I see value in this piece, but I still think it's overly negative. Nation states with almost unlimited surveillance capabilities is worrisome and do not mean to slight that, but it's operating on leaky bucket model.
A bucket leaks if it has a single small hole somewhere below the waterline. Security of computer systems is sometimes thought about along the same lines in that attackers only need to find a single vulnerability but defenders need to protect against them all. But this ignores resource constraints. Your defenses only need to be strong enough to deter potential attackers, to be too difficult to bother with, to be too costly to breach. There are targets that are "too" valuable to derive protection from this.
The bucket thinking also abstracts out the value of privacy. It's not merely hiding things-it's also about intimacy, avoiding abuses of state power and so on. That's what is lost with bucket thinking.
Moonside wrote
I see value in this piece, but I still think it's overly negative. Nation states with almost unlimited surveillance capabilities is worrisome and do not mean to slight that, but it's operating on leaky bucket model.
A bucket leaks if it has a single small hole somewhere below the waterline. Security of computer systems is sometimes thought about along the same lines in that attackers only need to find a single vulnerability but defenders need to protect against them all. But this ignores resource constraints. Your defenses only need to be strong enough to deter potential attackers, to be too difficult to bother with, to be too costly to breach. There are targets that are "too" valuable to derive protection from this.
The bucket thinking also abstracts out the value of privacy. It's not merely hiding things-it's also about intimacy, avoiding abuses of state power and so on. That's what is lost with bucket thinking.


**What is expected**
An exact copy of every entry is needed here; the images stay out.

Items from a figure collection
"""
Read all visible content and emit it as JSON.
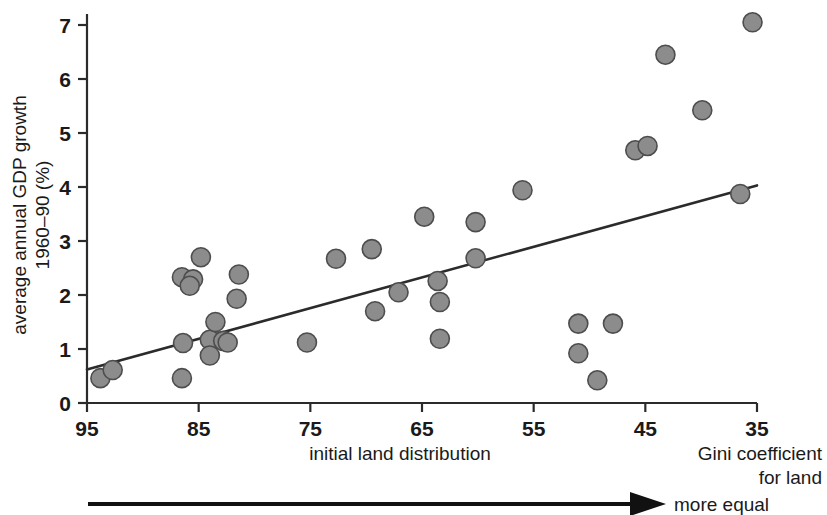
{
  "chart_data": {
    "type": "scatter",
    "title": "",
    "xlabel": "initial land distribution",
    "ylabel": "average annual GDP growth 1960–90 (%)",
    "ylabel_line1": "average annual GDP growth",
    "ylabel_line2": "1960–90 (%)",
    "x_corner_label_line1": "Gini coefficient",
    "x_corner_label_line2": "for land",
    "arrow_label": "more equal",
    "xlim": [
      95,
      35
    ],
    "ylim": [
      0,
      7.4
    ],
    "x_reversed": true,
    "grid": false,
    "legend": null,
    "xticks": [
      95,
      85,
      75,
      65,
      55,
      45,
      35
    ],
    "xtick_labels": [
      "95",
      "85",
      "75",
      "65",
      "55",
      "45",
      "35"
    ],
    "yticks": [
      0,
      1,
      2,
      3,
      4,
      5,
      6,
      7
    ],
    "ytick_labels": [
      "0",
      "1",
      "2",
      "3",
      "4",
      "5",
      "6",
      "7"
    ],
    "marker_color": "#8c8c8c",
    "marker_edge_color": "#4d4d4d",
    "line_color": "#2b2b2b",
    "points": [
      {
        "x": 93.8,
        "y": 0.46
      },
      {
        "x": 92.7,
        "y": 0.61
      },
      {
        "x": 86.5,
        "y": 2.33
      },
      {
        "x": 85.5,
        "y": 2.29
      },
      {
        "x": 85.8,
        "y": 2.17
      },
      {
        "x": 86.4,
        "y": 1.11
      },
      {
        "x": 86.5,
        "y": 0.46
      },
      {
        "x": 84.8,
        "y": 2.7
      },
      {
        "x": 84.0,
        "y": 1.17
      },
      {
        "x": 84.0,
        "y": 0.88
      },
      {
        "x": 83.5,
        "y": 1.5
      },
      {
        "x": 82.8,
        "y": 1.15
      },
      {
        "x": 82.4,
        "y": 1.12
      },
      {
        "x": 81.4,
        "y": 2.38
      },
      {
        "x": 81.6,
        "y": 1.93
      },
      {
        "x": 75.3,
        "y": 1.12
      },
      {
        "x": 72.7,
        "y": 2.67
      },
      {
        "x": 69.5,
        "y": 2.85
      },
      {
        "x": 69.2,
        "y": 1.7
      },
      {
        "x": 67.1,
        "y": 2.05
      },
      {
        "x": 64.8,
        "y": 3.45
      },
      {
        "x": 63.6,
        "y": 2.26
      },
      {
        "x": 63.4,
        "y": 1.87
      },
      {
        "x": 63.4,
        "y": 1.19
      },
      {
        "x": 60.2,
        "y": 3.35
      },
      {
        "x": 60.2,
        "y": 2.68
      },
      {
        "x": 56.0,
        "y": 3.94
      },
      {
        "x": 51.0,
        "y": 1.47
      },
      {
        "x": 51.0,
        "y": 0.92
      },
      {
        "x": 49.3,
        "y": 0.42
      },
      {
        "x": 47.9,
        "y": 1.47
      },
      {
        "x": 45.9,
        "y": 4.68
      },
      {
        "x": 44.8,
        "y": 4.76
      },
      {
        "x": 43.2,
        "y": 6.45
      },
      {
        "x": 39.9,
        "y": 5.42
      },
      {
        "x": 36.5,
        "y": 3.87
      },
      {
        "x": 35.4,
        "y": 7.05
      }
    ],
    "trendline": {
      "type": "linear-fit",
      "x_start": 95,
      "y_start": 0.62,
      "x_end": 35,
      "y_end": 4.03
    }
  }
}
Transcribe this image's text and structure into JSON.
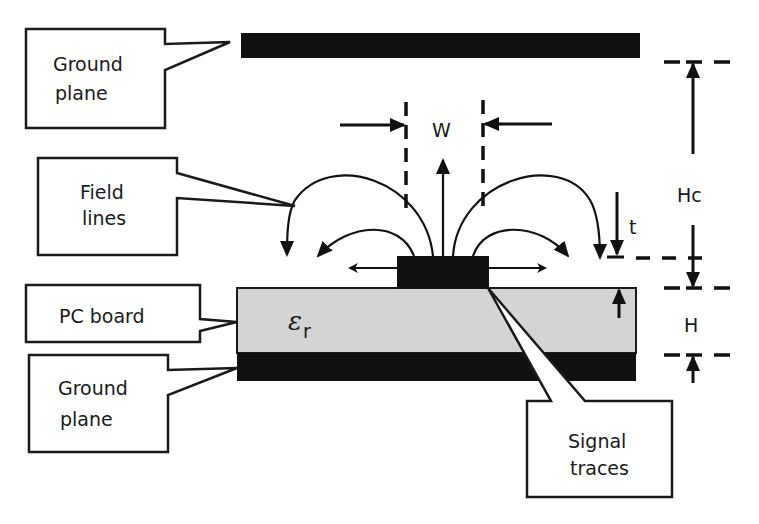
{
  "diagram": {
    "colors": {
      "conductor": "#111111",
      "board": "#d4d4d4",
      "outline": "#1a1a1a",
      "background": "#ffffff"
    },
    "callouts": {
      "ground_plane_top": {
        "line1": "Ground",
        "line2": "plane"
      },
      "field_lines": {
        "line1": "Field",
        "line2": "lines"
      },
      "pc_board": {
        "line1": "PC board"
      },
      "ground_plane_bottom": {
        "line1": "Ground",
        "line2": "plane"
      },
      "signal_traces": {
        "line1": "Signal",
        "line2": "traces"
      }
    },
    "dimensions": {
      "width_label": "W",
      "thickness_label": "t",
      "cap_height_label": "Hc",
      "board_height_label": "H"
    },
    "board": {
      "dielectric_symbol": "ε",
      "dielectric_subscript": "r"
    }
  }
}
"""
**Finished exercise**
Read all visible content and emit it as JSON.
{
  "chart_data": {
    "type": "scatter",
    "title": "",
    "xlabel": "initial land distribution",
    "ylabel": "average annual GDP growth 1960–90 (%)",
    "ylabel_line1": "average annual GDP growth",
    "ylabel_line2": "1960–90 (%)",
    "x_corner_label_line1": "Gini coefficient",
    "x_corner_label_line2": "for land",
    "arrow_label": "more equal",
    "xlim": [
      95,
      35
    ],
    "ylim": [
      0,
      7.4
    ],
    "x_reversed": true,
    "grid": false,
    "legend": null,
    "xticks": [
      95,
      85,
      75,
      65,
      55,
      45,
      35
    ],
    "xtick_labels": [
      "95",
      "85",
      "75",
      "65",
      "55",
      "45",
      "35"
    ],
    "yticks": [
      0,
      1,
      2,
      3,
      4,
      5,
      6,
      7
    ],
    "ytick_labels": [
      "0",
      "1",
      "2",
      "3",
      "4",
      "5",
      "6",
      "7"
    ],
    "marker_color": "#8c8c8c",
    "marker_edge_color": "#4d4d4d",
    "line_color": "#2b2b2b",
    "points": [
      {
        "x": 93.8,
        "y": 0.46
      },
      {
        "x": 92.7,
        "y": 0.61
      },
      {
        "x": 86.5,
        "y": 2.33
      },
      {
        "x": 85.5,
        "y": 2.29
      },
      {
        "x": 85.8,
        "y": 2.17
      },
      {
        "x": 86.4,
        "y": 1.11
      },
      {
        "x": 86.5,
        "y": 0.46
      },
      {
        "x": 84.8,
        "y": 2.7
      },
      {
        "x": 84.0,
        "y": 1.17
      },
      {
        "x": 84.0,
        "y": 0.88
      },
      {
        "x": 83.5,
        "y": 1.5
      },
      {
        "x": 82.8,
        "y": 1.15
      },
      {
        "x": 82.4,
        "y": 1.12
      },
      {
        "x": 81.4,
        "y": 2.38
      },
      {
        "x": 81.6,
        "y": 1.93
      },
      {
        "x": 75.3,
        "y": 1.12
      },
      {
        "x": 72.7,
        "y": 2.67
      },
      {
        "x": 69.5,
        "y": 2.85
      },
      {
        "x": 69.2,
        "y": 1.7
      },
      {
        "x": 67.1,
        "y": 2.05
      },
      {
        "x": 64.8,
        "y": 3.45
      },
      {
        "x": 63.6,
        "y": 2.26
      },
      {
        "x": 63.4,
        "y": 1.87
      },
      {
        "x": 63.4,
        "y": 1.19
      },
      {
        "x": 60.2,
        "y": 3.35
      },
      {
        "x": 60.2,
        "y": 2.68
      },
      {
        "x": 56.0,
        "y": 3.94
      },
      {
        "x": 51.0,
        "y": 1.47
      },
      {
        "x": 51.0,
        "y": 0.92
      },
      {
        "x": 49.3,
        "y": 0.42
      },
      {
        "x": 47.9,
        "y": 1.47
      },
      {
        "x": 45.9,
        "y": 4.68
      },
      {
        "x": 44.8,
        "y": 4.76
      },
      {
        "x": 43.2,
        "y": 6.45
      },
      {
        "x": 39.9,
        "y": 5.42
      },
      {
        "x": 36.5,
        "y": 3.87
      },
      {
        "x": 35.4,
        "y": 7.05
      }
    ],
    "trendline": {
      "type": "linear-fit",
      "x_start": 95,
      "y_start": 0.62,
      "x_end": 35,
      "y_end": 4.03
    }
  }
}
Transcribe this image's text and structure into JSON.
{
  "diagram": {
    "colors": {
      "conductor": "#111111",
      "board": "#d4d4d4",
      "outline": "#1a1a1a",
      "background": "#ffffff"
    },
    "callouts": {
      "ground_plane_top": {
        "line1": "Ground",
        "line2": "plane"
      },
      "field_lines": {
        "line1": "Field",
        "line2": "lines"
      },
      "pc_board": {
        "line1": "PC board"
      },
      "ground_plane_bottom": {
        "line1": "Ground",
        "line2": "plane"
      },
      "signal_traces": {
        "line1": "Signal",
        "line2": "traces"
      }
    },
    "dimensions": {
      "width_label": "W",
      "thickness_label": "t",
      "cap_height_label": "Hc",
      "board_height_label": "H"
    },
    "board": {
      "dielectric_symbol": "ε",
      "dielectric_subscript": "r"
    }
  }
}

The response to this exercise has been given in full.